How to talk to your doctor about digestive issues
Navigating through the medical diagnostic process can be aggravatingly slow or thankfully fast.
Being prepared for your consultation can assist greatly in achieving a more productive visit and beneficial outcome.
Here’s 6 tips on how patients have gotten the speediest answers to their most vexing digestive questions:
1. Arrive on time.
While the traffic gods will sometimes interfere with even the best-laid plans, it’s essential that you plan to arrive at your appointment on time – and 15 minutes early if you are new and will undoubtedly need to fill out paperwork. If you show up 15 minutes late for a 15-minute appointment, there’s a good chance you’ll be rushed through without ample time to discuss your issues thoroughly.
2. Bring copies of relevant test results and procedure reports.
I can’t emphasize enough how common it is for patients to forget the names of previous diagnostic tests they’ve gone through. When you show up to a doctor’s appointment without knowing this information, there’s a big chance your doctor will waste time (and money!) retesting for issues that have already been ruled out or miss an obvious diagnosis based on your health history.
If you’ve had an gastroscopy or a colonoscopy, what were the findings? Bring your reports along where possible. If you’ve had an operation on your digestive tract, which procedure was it? If you’ve had a breath test, what were they checking for and what were the results? If blood was drawn recently, what was being checked and what, if anything, was found? Have you had any specialized tests that involved imaging of your digestive tract?
To get to a diagnosis faster, your best bet is to bring copies of any and all relevant tests you’ve undergone related to the condition at hand. It may take some effort to gather these results from previous doctors or even hospitals, though practices that offer online patient portals may make this process easier.
If you can’t obtain the actual test results, then compiling a summarized “medical resume” may be the next best thing. Simply type up a list of all the test names or procedures you’ve undergone; who conducted them (as well as where and when); and what they found. Hand the sheet to your doctor. His or her office can then chase down copies of any relevant results after you leave.
3. Describe symptoms with specific language rather than euphemisms.
It can be very embarrassing to describe digestive symptoms, and you may feel unsure as to what the appropriate terms for problems like diarrhea, poop, farts, burps, vomit, vomit burps, “gurgly” stomach noises and all the other goings-on in your digestive tract. You may be tempted to use more polite, generic phrases to describe your symptoms. Don’t be. Your doctor has literally heard it all, and all of this potty talk is as routine to him or her as talking about the weather is to everyone else.
If you say that you “get sick to your stomach” to refer to having diarrhea, for example, your doctor may actually think you’re referring to vomiting. If you say “constipated” to refer to straining to have a daily bowel movement, your doctor may think you mean you’re unable to move your bowels more than once or twice per week. If you say you get a “stomachache” after eating, it could refer to sharp pain, cramps or dull pain – and it doesn’t tell your doctor where the pain is.
The devil is in the details. Tell your doctor exactly what you mean – with all the gory details. What’s happening and where, what it looks like, what it smells like, what it feels like and how often it happens.
4. Mention relevant timing issues.
Sometimes, telling your doctor when your symptoms all started can be the clue to your diagnosis. Did everything go south after you recovered from a bout of food poisoning on vacation? Did things change for you in the bathroom after having your gallbladder removed? Did your digestive discomfort peak after going on a new diet like a 30-day cleanse, Weight Watchers or a paleo-style diet? Did your symptoms coincide with starting or stopping a particular medication or supplement? Have you had this problem since you were a child? Did your problem get better or worse during pregnancy? Placing your complaints in context will help your doctor do better diagnostic detective work.
5. Tell your doctor what you’ve already tried.
We often learn as much from what doesn’t help you feel better as we do from what does help. If you’ve already tried a medication, supplement, diet change or lifestyle modification to address your problem and it hasn’t worked, be sure to include this in your conversation. It will help your doctor narrow down the list of possibilities to more likely culprits.
6. Keep an open mind.
Now that we all have access to Dr. Google, we’ll often arrive to a doctor’s appointment with a preconceived notion about what we think is wrong. As a result, we may try to steer the conversation toward this self-diagnosis and inadvertently leave out important information that could shed light on the truth.
It’s perfectly appropriate to share your own hypotheses about your health with your doctor – “Do you think it could be X?” – and this is especially so if you have a family history that lends more weight to your hunch. But be sure to share all of the details, and be open to the possibility that your real doctor may see things in a different light than Dr. Google.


REQUIRED WORK: Should a line below contain the word "button", report it.

======== PROVIDED RECORDS

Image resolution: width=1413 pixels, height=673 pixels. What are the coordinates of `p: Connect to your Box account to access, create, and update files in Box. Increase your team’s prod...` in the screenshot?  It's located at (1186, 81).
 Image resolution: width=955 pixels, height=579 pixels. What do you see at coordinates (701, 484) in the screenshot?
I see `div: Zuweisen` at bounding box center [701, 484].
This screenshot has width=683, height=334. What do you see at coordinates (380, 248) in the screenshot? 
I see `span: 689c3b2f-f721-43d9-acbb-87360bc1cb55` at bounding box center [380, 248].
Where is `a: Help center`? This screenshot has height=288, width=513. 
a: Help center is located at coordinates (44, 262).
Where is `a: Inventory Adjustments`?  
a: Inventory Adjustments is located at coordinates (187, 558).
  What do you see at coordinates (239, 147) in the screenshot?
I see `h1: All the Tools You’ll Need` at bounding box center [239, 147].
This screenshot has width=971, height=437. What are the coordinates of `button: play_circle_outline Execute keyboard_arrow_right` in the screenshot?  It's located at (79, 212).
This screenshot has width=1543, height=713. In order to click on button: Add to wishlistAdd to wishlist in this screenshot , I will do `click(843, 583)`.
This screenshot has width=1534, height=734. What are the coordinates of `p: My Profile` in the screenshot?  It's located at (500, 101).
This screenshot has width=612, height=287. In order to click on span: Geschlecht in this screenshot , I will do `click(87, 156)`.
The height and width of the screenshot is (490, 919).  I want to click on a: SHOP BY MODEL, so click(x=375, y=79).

================

TASK SOLUTION:
This screenshot has width=971, height=437. What are the coordinates of `button: play_circle_outline Execute keyboard_arrow_right` in the screenshot?  It's located at (79, 212).
This screenshot has width=1543, height=713. In order to click on button: Add to wishlistAdd to wishlist in this screenshot , I will do `click(843, 583)`.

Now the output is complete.